On 2011-07-13 03:02, Nick Sabalausky wrote:
The recent discussions about package managers and buildsystems has prompted
me to get off my ass (or rather, *on* my ass as per how programming is
usually performed...) and start on the D-based rake-inspired buildtool I've
been meaning to make for awhile now. It's not actually usable yet, but
there's a sample drakefile demonstrating everything, and it does actually
compile and run (but just doesn't build the dependency tree or actually run
any of the build steps). *Should* work on Posix, but I only tested on
Windows, so I may have fucked up the Posix version...

Apologies to Jacob Carlborg for the name being so close to "dake". Didn't
really know what else to call it ("Duck", maybe?) Like dake, it's inspired
by Ruby's Rake. But unlike dake, the buildscript is written in D instead of
Ruby, which was my #1 reason for making a Rake alternative.

Before I go implemeting everything, I'd like to get input on it. Is it
something that could be a major D tool?

Overview of Drake and links to all the code are here:

https://bitbucket.org/Abscissa256/drake/wiki/Home

First I have to say that I know you are doing this because you want to use D as the language for the build scripts. The reason I did choose Ruby because I think D will be too verbose and when I'm looking at drakefile.d I do think it's too verbose. But instead of starting a debate between Ruby and D I'm going to give you a few suggestions and comments instead.

The minimal drakefile doesn't look that minimal. This is the idea I have for a minimal build script file:

target("main.d"); // builds "main.d" as an executable

Or:

target("foobar"); // builds the directory "foobar" as a library

DSSS did this very good.

Now looking in the drakefile.d. You have targets and tasks all over the place, almost every target has "Task" as a template parameter. Why is this necessary? Have one function for targets and one for tasks. Example from the drakefile.d:

        target!Task("upload", "all",
                (Target t)
                {
                        system("ftp ...");
                }
        );

Seems this could look like this:

task("upload", "all", {
    system("ftp...");
}); // if D just could get a better looking delegate syntax

"getDCompiler" seems unnecessary, both ldc and gdc have a dmd compatible wrapper, ldmd and gdmd. These wrappers takes the same flags as dmd and translate them to the correct "native" flags.

The "drakfile" function seems unnecessary. I would use a string import (or what it's called), importing the whole build script into a method in a class. All code in the "drakefile" function would instead be at top level.

Most of the functions called in the build script should be instance methods, this will allow to use threading, possible invoke multiple targets/tasks simultaneously and running several build scripts simultaneously.

I see installation related code in the build script. I think a package manager should be responsible for that. A build tool should deal with single files and a package manager should deal with packages (of files).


▶ [Task instructions]:
How many lines in the records below contain the word "axis"? Answer with the number only.

▶ [Dataset]:
================
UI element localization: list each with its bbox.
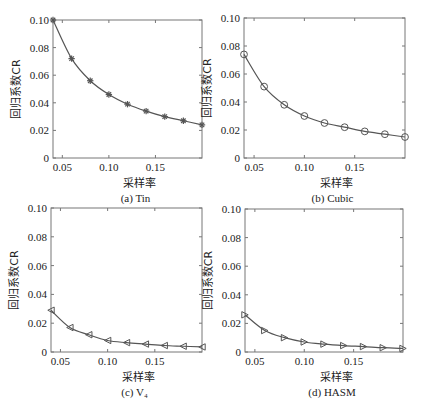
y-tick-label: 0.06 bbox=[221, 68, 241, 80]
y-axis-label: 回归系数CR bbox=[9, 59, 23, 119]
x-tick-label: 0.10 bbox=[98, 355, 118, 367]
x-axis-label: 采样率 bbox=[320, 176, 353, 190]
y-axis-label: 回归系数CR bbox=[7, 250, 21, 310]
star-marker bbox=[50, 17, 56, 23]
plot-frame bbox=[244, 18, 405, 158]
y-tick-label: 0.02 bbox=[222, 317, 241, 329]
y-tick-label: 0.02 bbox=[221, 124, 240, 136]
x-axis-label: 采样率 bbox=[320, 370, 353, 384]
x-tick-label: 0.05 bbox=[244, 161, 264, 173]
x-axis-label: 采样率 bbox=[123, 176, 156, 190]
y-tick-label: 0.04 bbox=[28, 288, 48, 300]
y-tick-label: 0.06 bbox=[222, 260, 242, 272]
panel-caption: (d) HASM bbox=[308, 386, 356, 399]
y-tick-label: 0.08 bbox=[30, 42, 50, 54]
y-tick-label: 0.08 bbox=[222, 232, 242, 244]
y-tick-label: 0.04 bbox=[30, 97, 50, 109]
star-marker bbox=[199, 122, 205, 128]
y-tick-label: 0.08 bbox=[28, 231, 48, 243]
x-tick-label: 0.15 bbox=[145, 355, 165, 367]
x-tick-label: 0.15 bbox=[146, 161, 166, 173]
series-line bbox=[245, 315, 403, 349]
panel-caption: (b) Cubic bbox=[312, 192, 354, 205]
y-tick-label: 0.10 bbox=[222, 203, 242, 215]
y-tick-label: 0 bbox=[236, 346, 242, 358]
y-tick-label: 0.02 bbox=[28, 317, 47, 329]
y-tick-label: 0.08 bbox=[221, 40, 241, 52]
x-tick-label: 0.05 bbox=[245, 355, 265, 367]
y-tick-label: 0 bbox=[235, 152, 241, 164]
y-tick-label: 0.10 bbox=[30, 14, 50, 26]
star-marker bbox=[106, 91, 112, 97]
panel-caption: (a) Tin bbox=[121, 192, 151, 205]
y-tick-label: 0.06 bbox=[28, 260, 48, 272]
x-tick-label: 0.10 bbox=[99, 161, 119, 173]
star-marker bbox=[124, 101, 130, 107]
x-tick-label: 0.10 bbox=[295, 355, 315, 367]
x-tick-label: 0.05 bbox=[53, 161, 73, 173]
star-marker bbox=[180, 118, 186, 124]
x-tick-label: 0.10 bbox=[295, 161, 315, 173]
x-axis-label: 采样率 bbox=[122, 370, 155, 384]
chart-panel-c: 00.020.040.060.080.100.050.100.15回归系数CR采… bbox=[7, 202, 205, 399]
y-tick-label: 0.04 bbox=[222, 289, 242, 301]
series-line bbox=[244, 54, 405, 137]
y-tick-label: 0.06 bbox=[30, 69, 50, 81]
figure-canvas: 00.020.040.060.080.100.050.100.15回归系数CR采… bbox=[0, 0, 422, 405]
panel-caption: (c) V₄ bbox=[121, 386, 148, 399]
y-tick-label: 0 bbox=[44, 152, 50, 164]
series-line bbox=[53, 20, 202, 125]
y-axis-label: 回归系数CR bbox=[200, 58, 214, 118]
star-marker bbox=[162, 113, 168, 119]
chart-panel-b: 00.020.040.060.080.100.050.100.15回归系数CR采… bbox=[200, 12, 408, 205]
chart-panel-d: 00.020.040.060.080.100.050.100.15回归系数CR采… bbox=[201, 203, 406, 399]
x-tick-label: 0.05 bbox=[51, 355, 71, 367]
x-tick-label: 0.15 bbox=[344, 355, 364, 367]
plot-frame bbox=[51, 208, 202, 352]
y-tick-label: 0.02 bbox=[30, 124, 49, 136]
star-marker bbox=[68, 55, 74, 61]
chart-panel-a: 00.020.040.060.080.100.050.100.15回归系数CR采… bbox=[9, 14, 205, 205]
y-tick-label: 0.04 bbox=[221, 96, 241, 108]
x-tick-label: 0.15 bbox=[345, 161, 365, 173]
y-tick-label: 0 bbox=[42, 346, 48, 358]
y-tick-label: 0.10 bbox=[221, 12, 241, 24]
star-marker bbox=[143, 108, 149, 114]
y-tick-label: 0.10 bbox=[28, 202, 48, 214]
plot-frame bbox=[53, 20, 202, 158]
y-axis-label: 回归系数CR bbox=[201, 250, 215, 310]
================
▶ [Response area]:
8